English Lute Composers for Classic Guitar


Book Description

During the 16th and 17th Centuries, lutenists were invariably included as part of the musical retinue of Kings, Queens, and Princes. At least one lutenist was also included in households of nobles and landed gentry. These were the "musicians in residence," so to speak. Professional lutenists were a feature of the courts, and their talents were handsomely rewarded. Though England produced only a small amount of printed lute music, it is extremely fortunate that many manuscript books of famous lutenists were not lost or destroyed and are now carefully preserved in museums and libraries. Lutenists not only composed original works for their instrument but arranged popular airs and dances of the period as well. This book contains excellent examples of each type of composition.
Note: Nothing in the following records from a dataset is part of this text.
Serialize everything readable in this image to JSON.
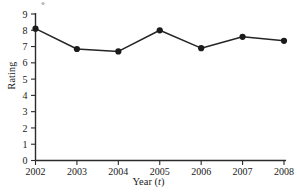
{
  "chart_data": {
    "type": "line",
    "title": "",
    "subtitle": "",
    "xlabel": "Year (t)",
    "xlabel_plain": "Year",
    "xlabel_variable": "t",
    "ylabel": "Rating",
    "categories": [
      2002,
      2003,
      2004,
      2005,
      2006,
      2007,
      2008
    ],
    "x": [
      2002,
      2003,
      2004,
      2005,
      2006,
      2007,
      2008
    ],
    "values": [
      8.1,
      6.85,
      6.7,
      8.0,
      6.9,
      7.6,
      7.35
    ],
    "series": [
      {
        "name": "Rating",
        "values": [
          8.1,
          6.85,
          6.7,
          8.0,
          6.9,
          7.6,
          7.35
        ],
        "marker": "filled-circle",
        "color": "#1b1b1b"
      }
    ],
    "xtick_labels": [
      "2002",
      "2003",
      "2004",
      "2005",
      "2006",
      "2007",
      "2008"
    ],
    "ytick_labels": [
      "0",
      "1",
      "2",
      "3",
      "4",
      "5",
      "6",
      "7",
      "8",
      "9"
    ],
    "ytick_values": [
      0,
      1,
      2,
      3,
      4,
      5,
      6,
      7,
      8,
      9
    ],
    "ylim": [
      0,
      9
    ],
    "xlim": [
      2002,
      2008
    ],
    "grid": false,
    "legend": false,
    "legend_position": "none",
    "line_color": "#252525",
    "marker_color": "#1b1b1b",
    "axis_color": "#2b2b2b",
    "background": "#ffffff"
  }
}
The first book of consort lessons


Book Description

Enthält Werke von Richard Allison, John Dowland, Peter Philllips, Thomas Morley, Nicholas Strogers und William Byrd




Both from the Ears and Mind


Book Description

Both from the Ears and Mind offers a bold new understanding of the intellectual and cultural position of music in Tudor and Stuart England. Linda Phyllis Austern brings to life the kinds of educated writings and debates that surrounded musical performance, and the remarkable ways in which English people understood music to inform other endeavors, from astrology and self-care to divinity and poetics. Music was considered both art and science, and discussions of music and musical terminology provided points of contact between otherwise discrete fields of human learning. This book demonstrates how knowledge of music permitted individuals to both reveal and conceal membership in specific social, intellectual, and ideological communities. Attending to materials that go beyond music’s conventional limits, these chapters probe the role of music in commonplace books, health-maintenance and marriage manuals, rhetorical and theological treatises, and mathematical dictionaries. Ultimately, Austern illustrates how music was an indispensable frame of reference that became central to the fabric of life during a time of tremendous intellectual, social, and technological change.